Halloween that year had nothing to do with the rented chapel or the koi pond or the sex books.  Instead, Halloween was a huge, neighborhood block party. The rule in the neighborhood was that all the kids would swarm up and down the streets, knocking on doors of houses with their front porch lights on, yelling “Trick or Treat” at the top of our lungs, and pushing each other out of the way to get our open bags filled with candy.  

My siblings and I started plotting long in advance for that night, discussing costume choices in great detail with the kids who lived across the street.  It was 1978, and I was eight-and-a-half years old by then, emboldened with agency. The outside world had begun creeping into my pristine, insulated life.  I devoured Nancy Drew mysteries and fell sleep every night with the covers over my head, covertly listening to the soft rock radio station on my newly-acquired Walkman.  And the year before, the movie Star Wars had come out.

There was no way to shield us from Star Wars—it was everywhere.  Luke Skywalker’s face was all over everybody’s square metal lunch boxes, and Princess Leia…Princess Leia.  I deeply, deeply wanted to be Princess Leia. Not just for Halloween, but in real life, too. But definitely for Halloween that year.

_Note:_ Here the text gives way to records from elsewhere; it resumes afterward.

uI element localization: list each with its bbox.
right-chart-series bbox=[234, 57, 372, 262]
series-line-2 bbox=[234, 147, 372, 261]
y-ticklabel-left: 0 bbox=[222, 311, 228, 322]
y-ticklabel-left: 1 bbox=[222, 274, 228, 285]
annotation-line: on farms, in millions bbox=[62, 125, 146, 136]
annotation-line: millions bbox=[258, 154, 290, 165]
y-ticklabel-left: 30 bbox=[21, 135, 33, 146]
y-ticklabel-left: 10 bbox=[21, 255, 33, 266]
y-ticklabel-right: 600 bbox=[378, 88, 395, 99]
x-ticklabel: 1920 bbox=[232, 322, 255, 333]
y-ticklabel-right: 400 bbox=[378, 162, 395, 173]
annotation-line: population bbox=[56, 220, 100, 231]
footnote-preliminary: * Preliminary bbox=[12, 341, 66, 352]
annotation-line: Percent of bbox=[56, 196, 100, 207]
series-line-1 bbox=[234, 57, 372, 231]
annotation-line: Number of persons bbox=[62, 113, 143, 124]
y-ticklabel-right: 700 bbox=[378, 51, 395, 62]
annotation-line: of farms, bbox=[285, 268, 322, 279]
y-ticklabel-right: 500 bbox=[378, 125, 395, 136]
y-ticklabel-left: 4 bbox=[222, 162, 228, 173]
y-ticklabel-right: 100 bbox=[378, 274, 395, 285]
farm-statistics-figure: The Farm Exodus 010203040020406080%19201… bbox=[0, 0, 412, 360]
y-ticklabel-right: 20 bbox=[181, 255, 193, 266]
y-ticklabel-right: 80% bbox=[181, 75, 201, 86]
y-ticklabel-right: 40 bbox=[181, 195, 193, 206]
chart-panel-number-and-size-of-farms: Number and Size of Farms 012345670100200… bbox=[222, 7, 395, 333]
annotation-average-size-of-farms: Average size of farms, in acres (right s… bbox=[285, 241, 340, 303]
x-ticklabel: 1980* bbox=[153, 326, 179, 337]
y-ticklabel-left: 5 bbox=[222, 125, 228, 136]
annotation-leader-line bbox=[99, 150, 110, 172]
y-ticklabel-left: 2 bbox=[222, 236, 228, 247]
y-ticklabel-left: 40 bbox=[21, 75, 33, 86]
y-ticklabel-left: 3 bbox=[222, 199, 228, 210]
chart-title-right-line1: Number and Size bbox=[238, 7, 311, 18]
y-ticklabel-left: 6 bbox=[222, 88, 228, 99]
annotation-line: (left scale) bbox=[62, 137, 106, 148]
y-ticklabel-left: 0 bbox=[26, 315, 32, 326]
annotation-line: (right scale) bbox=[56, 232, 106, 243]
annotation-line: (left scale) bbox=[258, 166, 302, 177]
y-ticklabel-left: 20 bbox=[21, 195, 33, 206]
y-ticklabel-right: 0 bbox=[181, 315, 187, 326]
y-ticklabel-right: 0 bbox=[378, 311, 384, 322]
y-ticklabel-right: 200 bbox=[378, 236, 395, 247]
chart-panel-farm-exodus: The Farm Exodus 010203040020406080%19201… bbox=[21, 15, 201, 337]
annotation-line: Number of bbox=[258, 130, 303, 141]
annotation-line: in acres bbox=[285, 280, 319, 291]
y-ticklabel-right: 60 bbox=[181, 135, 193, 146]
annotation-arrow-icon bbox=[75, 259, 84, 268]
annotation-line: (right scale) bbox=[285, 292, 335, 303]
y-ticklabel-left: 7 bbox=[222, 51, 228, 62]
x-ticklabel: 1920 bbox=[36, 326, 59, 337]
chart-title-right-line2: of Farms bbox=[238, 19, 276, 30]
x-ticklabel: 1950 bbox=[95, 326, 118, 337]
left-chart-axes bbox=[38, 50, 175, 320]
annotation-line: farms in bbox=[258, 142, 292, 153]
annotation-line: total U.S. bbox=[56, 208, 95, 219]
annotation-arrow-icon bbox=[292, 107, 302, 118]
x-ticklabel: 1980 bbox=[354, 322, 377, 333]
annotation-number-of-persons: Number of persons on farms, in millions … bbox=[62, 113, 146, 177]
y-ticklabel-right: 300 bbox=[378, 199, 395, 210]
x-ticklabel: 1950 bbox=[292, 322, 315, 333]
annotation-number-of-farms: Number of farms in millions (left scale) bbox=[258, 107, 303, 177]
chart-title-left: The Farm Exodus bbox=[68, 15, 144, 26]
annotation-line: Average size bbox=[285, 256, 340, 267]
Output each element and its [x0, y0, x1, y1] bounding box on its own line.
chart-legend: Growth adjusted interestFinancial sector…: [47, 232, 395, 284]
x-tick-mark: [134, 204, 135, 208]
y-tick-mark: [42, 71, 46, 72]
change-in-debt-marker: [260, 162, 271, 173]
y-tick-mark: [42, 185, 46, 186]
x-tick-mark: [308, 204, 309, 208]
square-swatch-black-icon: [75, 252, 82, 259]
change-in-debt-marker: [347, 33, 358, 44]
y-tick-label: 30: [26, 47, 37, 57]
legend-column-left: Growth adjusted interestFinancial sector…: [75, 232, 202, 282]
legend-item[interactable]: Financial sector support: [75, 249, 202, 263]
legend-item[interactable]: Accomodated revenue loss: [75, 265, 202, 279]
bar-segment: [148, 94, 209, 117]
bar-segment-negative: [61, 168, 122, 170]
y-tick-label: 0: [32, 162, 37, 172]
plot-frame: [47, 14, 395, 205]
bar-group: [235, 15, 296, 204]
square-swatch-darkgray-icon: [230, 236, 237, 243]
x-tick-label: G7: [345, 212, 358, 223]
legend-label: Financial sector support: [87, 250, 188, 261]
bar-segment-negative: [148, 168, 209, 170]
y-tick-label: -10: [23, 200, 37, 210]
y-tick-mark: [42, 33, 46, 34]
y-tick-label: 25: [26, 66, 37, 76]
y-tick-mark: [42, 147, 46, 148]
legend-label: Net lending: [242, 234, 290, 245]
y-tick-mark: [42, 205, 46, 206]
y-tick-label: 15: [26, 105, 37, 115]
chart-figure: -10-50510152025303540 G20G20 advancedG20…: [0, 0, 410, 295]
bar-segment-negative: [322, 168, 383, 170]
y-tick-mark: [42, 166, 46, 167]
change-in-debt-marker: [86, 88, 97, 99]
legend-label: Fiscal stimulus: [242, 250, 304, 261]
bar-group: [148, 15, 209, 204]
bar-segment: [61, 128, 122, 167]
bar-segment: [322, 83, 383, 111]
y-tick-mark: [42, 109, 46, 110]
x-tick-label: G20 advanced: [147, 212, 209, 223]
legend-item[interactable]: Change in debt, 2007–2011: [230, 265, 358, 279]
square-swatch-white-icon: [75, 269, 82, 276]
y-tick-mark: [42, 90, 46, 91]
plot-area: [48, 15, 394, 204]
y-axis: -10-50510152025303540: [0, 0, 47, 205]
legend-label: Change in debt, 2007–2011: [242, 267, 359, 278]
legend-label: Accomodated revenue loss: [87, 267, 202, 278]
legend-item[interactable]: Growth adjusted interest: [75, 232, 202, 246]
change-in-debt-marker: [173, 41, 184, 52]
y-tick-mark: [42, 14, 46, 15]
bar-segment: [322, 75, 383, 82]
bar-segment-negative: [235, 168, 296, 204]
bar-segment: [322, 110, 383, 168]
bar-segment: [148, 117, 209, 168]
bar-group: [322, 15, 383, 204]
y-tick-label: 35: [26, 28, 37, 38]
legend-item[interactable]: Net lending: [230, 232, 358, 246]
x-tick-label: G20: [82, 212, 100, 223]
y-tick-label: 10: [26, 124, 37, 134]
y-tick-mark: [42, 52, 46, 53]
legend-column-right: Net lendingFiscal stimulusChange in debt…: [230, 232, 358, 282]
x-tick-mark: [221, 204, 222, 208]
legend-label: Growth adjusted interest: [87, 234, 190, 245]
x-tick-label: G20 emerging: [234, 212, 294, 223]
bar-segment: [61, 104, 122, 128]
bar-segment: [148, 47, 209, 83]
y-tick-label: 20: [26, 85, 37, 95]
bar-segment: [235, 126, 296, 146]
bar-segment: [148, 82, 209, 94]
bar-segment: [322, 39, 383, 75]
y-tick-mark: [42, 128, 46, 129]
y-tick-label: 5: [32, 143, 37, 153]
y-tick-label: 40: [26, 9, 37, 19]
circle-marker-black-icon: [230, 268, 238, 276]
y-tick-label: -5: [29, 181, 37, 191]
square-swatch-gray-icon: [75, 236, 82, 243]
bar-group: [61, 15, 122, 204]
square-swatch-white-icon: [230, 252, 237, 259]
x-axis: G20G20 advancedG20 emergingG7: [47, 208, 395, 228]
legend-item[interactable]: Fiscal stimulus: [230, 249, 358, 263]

To make my costume, I procured a white sheet from the linen closet at the top of the stairs and synched it with a belt from the top drawer of my mother’s dresser.  I could drape it just right, but I was having trouble figuring out how to get my shoulder-length, very straight and fine hair into Princess Leia side buns. It was my mother who saved Halloween that year, by parting my hair down the middle and carefully bobby-pinning a balled up pair of her panty hose, one on each side of my head.  I borrowed a green, glow in the dark lightsaber from the neighbor across the street and there I was: an eight-year-old Princess Leia.

That was the best Halloween ever.  The pack of neighborhood kids traipsed up and down the sidewalks, strategizing about who was likely to have the best candy and what route might cover the most ground.  We yelled our excitement and acted out the costumes we wore. And when Trick or Treating was over I went home, one unraveled pair of panty hose still firmly attached to the left side of my head but now dragging behind me, bag bulging with mini Hershey bars and my favorite: Baby Ruths.

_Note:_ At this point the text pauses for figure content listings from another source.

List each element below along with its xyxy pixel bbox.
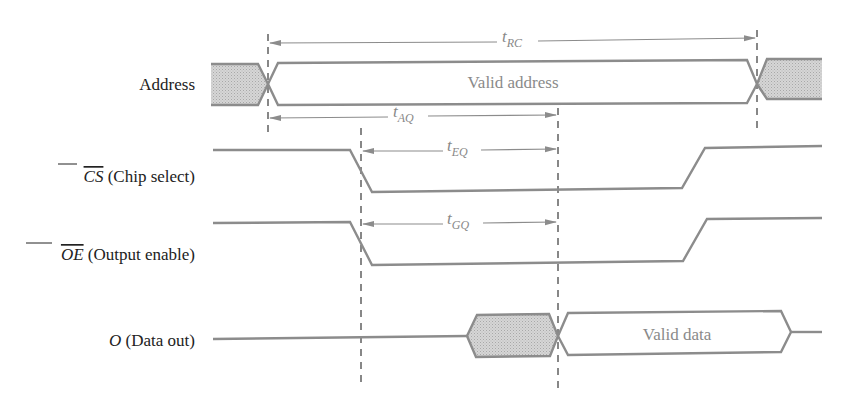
timing-diagram: tRC Address Valid address tAQ CS (Chip s… [0, 0, 847, 403]
signal-label-address: Address [139, 75, 195, 94]
valid-data-text: Valid data [643, 325, 712, 344]
arrow-right-icon [483, 222, 556, 223]
address-waveform: Valid address [211, 59, 822, 105]
signal-label-data-out: O (Data out) [109, 331, 195, 350]
signal-label-oe: OE (Output enable) [61, 245, 195, 264]
t-rc-annotation: tRC [270, 27, 755, 50]
arrow-left-icon [270, 117, 388, 118]
data-invalid-region [467, 314, 558, 357]
data-out-waveform: Valid data [213, 311, 822, 357]
signal-label-cs: CS (Chip select) [84, 167, 195, 186]
data-hi-z-line [213, 336, 467, 339]
arrow-left-icon [270, 42, 497, 43]
t-gq-annotation: tGQ [363, 209, 556, 232]
t-eq-label: tEQ [447, 136, 468, 159]
cs-waveform [213, 146, 822, 192]
address-invalid-right [757, 59, 822, 99]
arrow-right-icon [538, 38, 755, 41]
address-invalid-left [211, 64, 268, 105]
t-gq-label: tGQ [447, 209, 469, 232]
t-eq-annotation: tEQ [363, 136, 556, 159]
t-rc-label: tRC [502, 27, 523, 50]
arrow-right-icon [428, 115, 556, 116]
oe-waveform [213, 218, 822, 265]
arrow-right-icon [481, 149, 556, 150]
valid-address-text: Valid address [467, 73, 558, 92]
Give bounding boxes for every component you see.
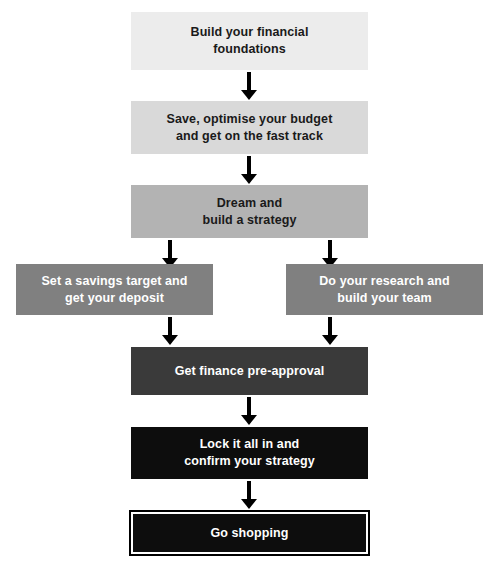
connector-arrow-down [241,72,257,100]
flow-node-label: Do your research and build your team [319,273,450,307]
flow-node-lock-it-in[interactable]: Lock it all in and confirm your strategy [131,427,368,479]
flow-node-research-build-team[interactable]: Do your research and build your team [286,264,483,315]
flow-node-label: Lock it all in and confirm your strategy [184,436,315,470]
flow-node-dream-build-strategy[interactable]: Dream and build a strategy [131,185,368,238]
flow-node-go-shopping[interactable]: Go shopping [131,512,368,554]
connector-arrow-down [241,481,257,509]
flow-node-label: Set a savings target and get your deposi… [41,273,187,307]
connector-arrow-down [241,156,257,184]
flow-node-label: Get finance pre-approval [175,363,325,380]
flow-node-label: Dream and build a strategy [203,195,297,229]
flow-node-label: Go shopping [210,525,288,542]
flow-node-label: Save, optimise your budget and get on th… [167,111,333,145]
flow-node-finance-pre-approval[interactable]: Get finance pre-approval [131,347,368,395]
connector-arrow-down [241,397,257,425]
flow-node-save-optimise-budget[interactable]: Save, optimise your budget and get on th… [131,101,368,154]
flow-node-savings-target-deposit[interactable]: Set a savings target and get your deposi… [16,264,213,315]
connector-arrow-down-right-merge [322,317,338,345]
flowchart-diagram: Build your financial foundations Save, o… [0,0,498,571]
flow-node-build-financial-foundations[interactable]: Build your financial foundations [131,12,368,70]
flow-node-label: Build your financial foundations [191,24,309,58]
connector-arrow-down-left-merge [162,317,178,345]
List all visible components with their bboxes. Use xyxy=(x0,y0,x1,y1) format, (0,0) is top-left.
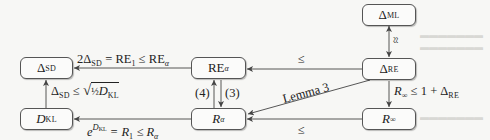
node-symbol: R xyxy=(382,111,390,127)
label-part: ½ xyxy=(91,86,99,97)
label-part: R xyxy=(394,84,402,98)
label-r-inf-to-r-alpha: ≤ xyxy=(298,123,305,138)
node-delta-ml: ΔML xyxy=(362,4,416,26)
node-subscript: α xyxy=(220,115,225,124)
node-symbol: Δ xyxy=(379,61,387,77)
node-r-alpha: Rα xyxy=(191,108,246,130)
node-r-inf: R∞ xyxy=(362,108,416,130)
label-sub: KL xyxy=(99,126,107,132)
label-part: = RE xyxy=(102,52,131,66)
sqrt-content: ½DKL xyxy=(91,82,119,98)
node-subscript: α xyxy=(225,64,230,73)
node-subscript: RE xyxy=(388,65,399,74)
node-symbol: RE xyxy=(208,60,225,76)
label-part: Δ xyxy=(51,84,59,98)
label-part: ≤ RE xyxy=(136,52,165,66)
label-sub: α xyxy=(165,59,170,68)
label-r-alpha-to-d-kl: eDKL = R1 ≤ Rα xyxy=(87,122,159,140)
label-delta-re-to-re-alpha: ≤ xyxy=(298,52,305,67)
node-subscript: ∞ xyxy=(390,115,396,124)
node-subscript: KL xyxy=(46,115,57,124)
sqrt-sign: √ xyxy=(83,82,91,98)
node-subscript: SD xyxy=(45,64,56,73)
label-r-alpha-to-re-alpha: (4) xyxy=(195,86,210,101)
label-sub: RE xyxy=(448,91,459,100)
label-sub: KL xyxy=(108,91,119,100)
label-sub: SD xyxy=(59,91,70,100)
label-part: 2Δ xyxy=(77,52,91,66)
label-delta-ml-delta-re: ≈ xyxy=(390,37,402,43)
label-part: ≤ R xyxy=(133,125,154,139)
node-symbol: R xyxy=(212,111,220,127)
label-part: ≤ 1 + Δ xyxy=(408,84,449,98)
node-d-kl: DKL xyxy=(20,108,73,130)
node-delta-sd: ΔSD xyxy=(20,57,73,79)
node-subscript: ML xyxy=(387,11,400,20)
node-delta-re: ΔRE xyxy=(362,58,416,80)
label-re-alpha-to-delta-sd: 2ΔSD = RE1 ≤ REα xyxy=(77,52,169,68)
label-part: D xyxy=(99,84,108,98)
label-sub: SD xyxy=(91,59,102,68)
label-d-kl-to-delta-sd: ΔSD ≤ √½DKL xyxy=(51,82,119,100)
node-re-alpha: REα xyxy=(191,57,246,79)
label-part: ≤ xyxy=(70,84,83,98)
node-symbol: D xyxy=(36,111,45,127)
label-sub: α xyxy=(154,132,159,140)
node-symbol: Δ xyxy=(37,60,45,76)
node-symbol: Δ xyxy=(379,7,387,23)
label-exponent: DKL xyxy=(93,122,107,132)
label-re-alpha-to-r-alpha: (3) xyxy=(225,86,240,101)
label-delta-re-to-r-inf: R∞ ≤ 1 + ΔRE xyxy=(394,84,459,100)
label-part: = R xyxy=(107,125,129,139)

Why would an eight-year-old girl dress up as Princess Leia?  I guess what I learned that Halloween is: why wouldn’t she? I think that was when I began to learn about what it means to live in the world.  Our lives are filled with all different kinds of people and experiences. Current events matter, and living a life engaged in responsive action to those events is important.  I am beautiful, and I can choose to show up in the world that way (with the assistance of my Mom). Fighting for what is good and right is the point of life.

And I can wield a lightsaber, too.

These two Halloween (Harvest Festival) costumes are the best metaphor I can summon to explain my spiritual journey—both as a follower of Jesus and as a leader in the Church.  All my life I’ve wanted to do the right thing. I love rules and following them well. I believe that God has dreams for our lives and standards for how we should live. And I was given a gift in my evangelical childhood: the gift of order and structure and clear expectations for what a woman of God should do and be in the world.  

The problem was, as I kept growing into who I would become, I would constantly trip over the bathrobe of evangelicalism as it related to things like gender roles, exclusion of certain groups of people, lack of engagement in the world, the absence of a deep urgency to do the work of justice and be a radical voice for and with those who lack power.  And eventually the bathrobe was too cumbersome for me. I found that I did much better with a draped sheet belted around my waist, two pairs of pantyhose pinned to the sides of my head, and a lightsaber in my hands.

I could be a leader and fight for justice.

I would take a different course than the one set out for me.

And I could love Jesus just as much as I did before, and probably even more.